@AastaLLL Thanks for your reply.
We want to use JetPack Cross Compilation container to develop applications. However, the rootfs /l4t/targetfs may lack of several software. So, we try to:
install the software in /l4t/targetfs directly. Or
make a custom rootfs by cloning the image from device and mount it in the docker.
Q1: Which is the recommended method?
Q2: I’ve tried method 2 and found the symbol links are all broken after mounted the image. So I posted another topic here.
Sorry, we will need more info to provide further info.
Do you want a custom cross-compile environment?
Or you want to build an app for Jetson via a cross-compiling toolkit.
You don’t need to install software into the rootfs for a custom building environment.
Please create a Dockerfile using jetpack-linux-aarch64-crosscompile-x86 as the base and install the library you need.
But it doesn’t look like you want to build “applications”.
Do you want a custom Jetson build, like a custom kernel or device tree?
Hi @AastaLLL
Thanks for your reply.
We want to build Qt for Jetson via jetpack-linux-aarch64-crosscompile-x86 docker. And building Qt needs more libraries in /l4t/targetfs. These libraries can be install by running apt get install on Jetson device.
To cross compile Qt in jetpack-linux-aarch64-crosscompile-x86 docker, it seems that I need to install these libraries in /l4t/targets too. Right?
If so, how can I install them in /l4t/targetfs?
I have the same question - not specifically for building qt but for other applications/libraries I intend to run on a jetson that have additional dependencies that are not in the targetfs.
For instance I need libpng.so in order to build an application. On a jetson I could get that by running apt install libpng-dev
and that would install libpng.so to /usr/lib/aarch64-linux-gnu/
On the docker image running apt install libpng-dev installs
/usr/lib/x86_64-linux-gnu/libpng.so
which is not useful for building a aarch64 application.
Can a person update the dpkg architecure and sources in a way to get the libraries and headers needed to compile for aarch64, installed to the targetfs?
Do I need to download the debian packages and install them manually using dpkg?
If you just want to cross-compile a QT app, you don’t need to add the dependencies in the /l4t/targetfs.
Instead, please install the cross-compiling libs for QT to the jetpack-linux-aarch64-crosscompile-x86 base image.
But you will need to check with the QT team to see if they provide the tool for cross-compile an ARM app.
It looks like that you want a custom build with all dependencies pre-installed.
The simplest way is to flash a clean build and install all the dependencies you need.
Sorry, we want to cross-compile Qt for Jetson device (aarch64), not a Qt app. And to cross-compile Qt from source, we need to install some more dependencies. It’s better that these dependencies can be installed in docker image by using apt install command.
If I clone the image and mount it in docker container, the symbolic links are all broken, like this.
What I have started to do to install those dependencies to the targetfs is do a chroot /l4t/targetfs bash and then do a couple things to create a tmp and dev dir with the correct permissions and then ‘apt-get update’ and from there do ‘apt install ’ worked.
Could you share why you need the cross-compile dependencies installed in the /l4t/targetfs.
Cross-compiling is running on an x86 device so the OS is standard Ubuntu rather than L4T.
A common way is to write a custom Dockerfile and install the dependencies.
I want to build Qt with desktop-opengl/xcb supported. It needs many dependencies: libfontconfig1-dev libdbus-1-dev libfreetype6-dev libicu-dev libinput-dev libxkbcommon-dev libsqlite3-dev libssl-dev libpng-dev libjpeg-dev libglib2.0-dev libpulse-dev libasound2-dev libcups2-dev libegl1-mesa-dev libvulkan-dev libxcb1-dev libx11-xcb-dev libglu1-mesa-dev libxrender-dev libxi-dev and so on.
It’s very convenient to install these dependencies by apt install command. So if I use the method shared by @scott.pfeifer , I can install all these dependencies in /l4t/targetfs and then Qt can be built.
These dependencies should be built in aarch64 but not x64. So how can I write a custom Dockerfile and install the dependencies with aarch64 version?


### Problem:
Please copy each line below that contains the string "style".

### Material for this exercise:
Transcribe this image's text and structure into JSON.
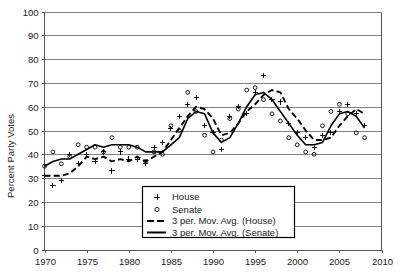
{
  "chart_data": {
    "type": "scatter",
    "title": "",
    "xlabel": "",
    "ylabel": "Percent Party Votes",
    "xlim": [
      1970,
      2010
    ],
    "ylim": [
      0,
      100
    ],
    "grid": true,
    "legend_position": "bottom-center",
    "xticks": [
      "1970",
      "1975",
      "1980",
      "1985",
      "1990",
      "1995",
      "2000",
      "2005",
      "2010"
    ],
    "yticks": [
      "0",
      "10",
      "20",
      "30",
      "40",
      "50",
      "60",
      "70",
      "80",
      "90",
      "100"
    ],
    "series": [
      {
        "name": "House",
        "marker": "plus",
        "style": "points",
        "x": [
          1970,
          1971,
          1972,
          1973,
          1974,
          1975,
          1976,
          1977,
          1978,
          1979,
          1980,
          1981,
          1982,
          1983,
          1984,
          1985,
          1986,
          1987,
          1988,
          1989,
          1990,
          1991,
          1992,
          1993,
          1994,
          1995,
          1996,
          1997,
          1998,
          1999,
          2000,
          2001,
          2002,
          2003,
          2004,
          2005,
          2006,
          2007,
          2008
        ],
        "values": [
          31,
          27,
          29,
          40,
          36,
          40,
          37,
          41,
          33,
          41,
          38,
          38,
          36,
          43,
          45,
          51,
          56,
          61,
          64,
          52,
          49,
          42,
          56,
          60,
          57,
          66,
          73,
          63,
          62,
          53,
          49,
          47,
          43,
          48,
          49,
          58,
          61,
          57,
          52
        ]
      },
      {
        "name": "Senate",
        "marker": "circle",
        "style": "points",
        "x": [
          1970,
          1971,
          1972,
          1973,
          1974,
          1975,
          1976,
          1977,
          1978,
          1979,
          1980,
          1981,
          1982,
          1983,
          1984,
          1985,
          1986,
          1987,
          1988,
          1989,
          1990,
          1991,
          1992,
          1993,
          1994,
          1995,
          1996,
          1997,
          1998,
          1999,
          2000,
          2001,
          2002,
          2003,
          2004,
          2005,
          2006,
          2007,
          2008
        ],
        "values": [
          35,
          41,
          36,
          39,
          44,
          43,
          43,
          41,
          47,
          43,
          43,
          43,
          37,
          41,
          40,
          52,
          50,
          66,
          58,
          48,
          41,
          46,
          55,
          59,
          67,
          68,
          63,
          57,
          54,
          47,
          44,
          41,
          40,
          52,
          58,
          61,
          57,
          49,
          47
        ]
      },
      {
        "name": "3 per. Mov. Avg. (House)",
        "marker": "none",
        "style": "dashed-line",
        "x": [
          1970,
          1971,
          1972,
          1973,
          1974,
          1975,
          1976,
          1977,
          1978,
          1979,
          1980,
          1981,
          1982,
          1983,
          1984,
          1985,
          1986,
          1987,
          1988,
          1989,
          1990,
          1991,
          1992,
          1993,
          1994,
          1995,
          1996,
          1997,
          1998,
          1999,
          2000,
          2001,
          2002,
          2003,
          2004,
          2005,
          2006,
          2007,
          2008
        ],
        "values": [
          31,
          31,
          31,
          32,
          35,
          39,
          38,
          39,
          37,
          38,
          37,
          39,
          37,
          39,
          41,
          46,
          51,
          56,
          60,
          59,
          55,
          48,
          49,
          53,
          58,
          61,
          65,
          67,
          66,
          59,
          55,
          50,
          46,
          46,
          47,
          52,
          56,
          59,
          57
        ]
      },
      {
        "name": "3 per. Mov. Avg. (Senate)",
        "marker": "none",
        "style": "solid-line",
        "x": [
          1970,
          1971,
          1972,
          1973,
          1974,
          1975,
          1976,
          1977,
          1978,
          1979,
          1980,
          1981,
          1982,
          1983,
          1984,
          1985,
          1986,
          1987,
          1988,
          1989,
          1990,
          1991,
          1992,
          1993,
          1994,
          1995,
          1996,
          1997,
          1998,
          1999,
          2000,
          2001,
          2002,
          2003,
          2004,
          2005,
          2006,
          2007,
          2008
        ],
        "values": [
          35,
          37,
          38,
          38,
          40,
          42,
          44,
          43,
          44,
          44,
          44,
          43,
          41,
          41,
          41,
          44,
          47,
          55,
          58,
          57,
          49,
          45,
          47,
          53,
          60,
          65,
          66,
          63,
          58,
          53,
          48,
          44,
          44,
          45,
          52,
          57,
          58,
          56,
          51
        ]
      }
    ]
  },
  "legend": {
    "items": [
      {
        "label": "House",
        "glyph": "plus-marker"
      },
      {
        "label": "Senate",
        "glyph": "circle-marker"
      },
      {
        "label": "3 per. Mov. Avg. (House)",
        "glyph": "dashed-line-swatch"
      },
      {
        "label": "3 per. Mov. Avg. (Senate)",
        "glyph": "solid-line-swatch"
      }
    ]
  }
}
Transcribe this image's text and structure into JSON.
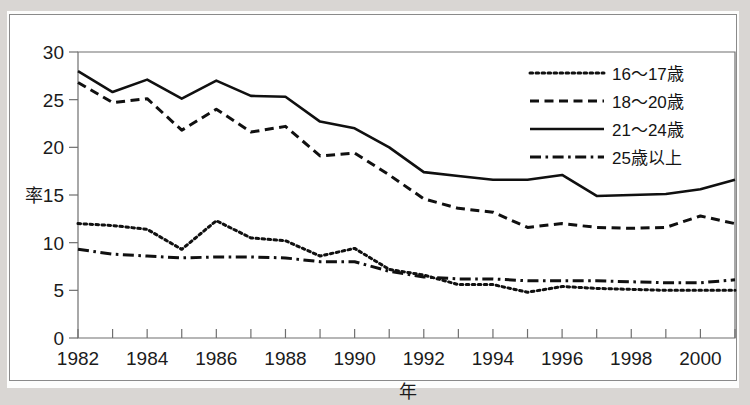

### Problem solution:
        "style": "points",
        "style": "points",
        "style": "dashed-line",
        "style": "solid-line",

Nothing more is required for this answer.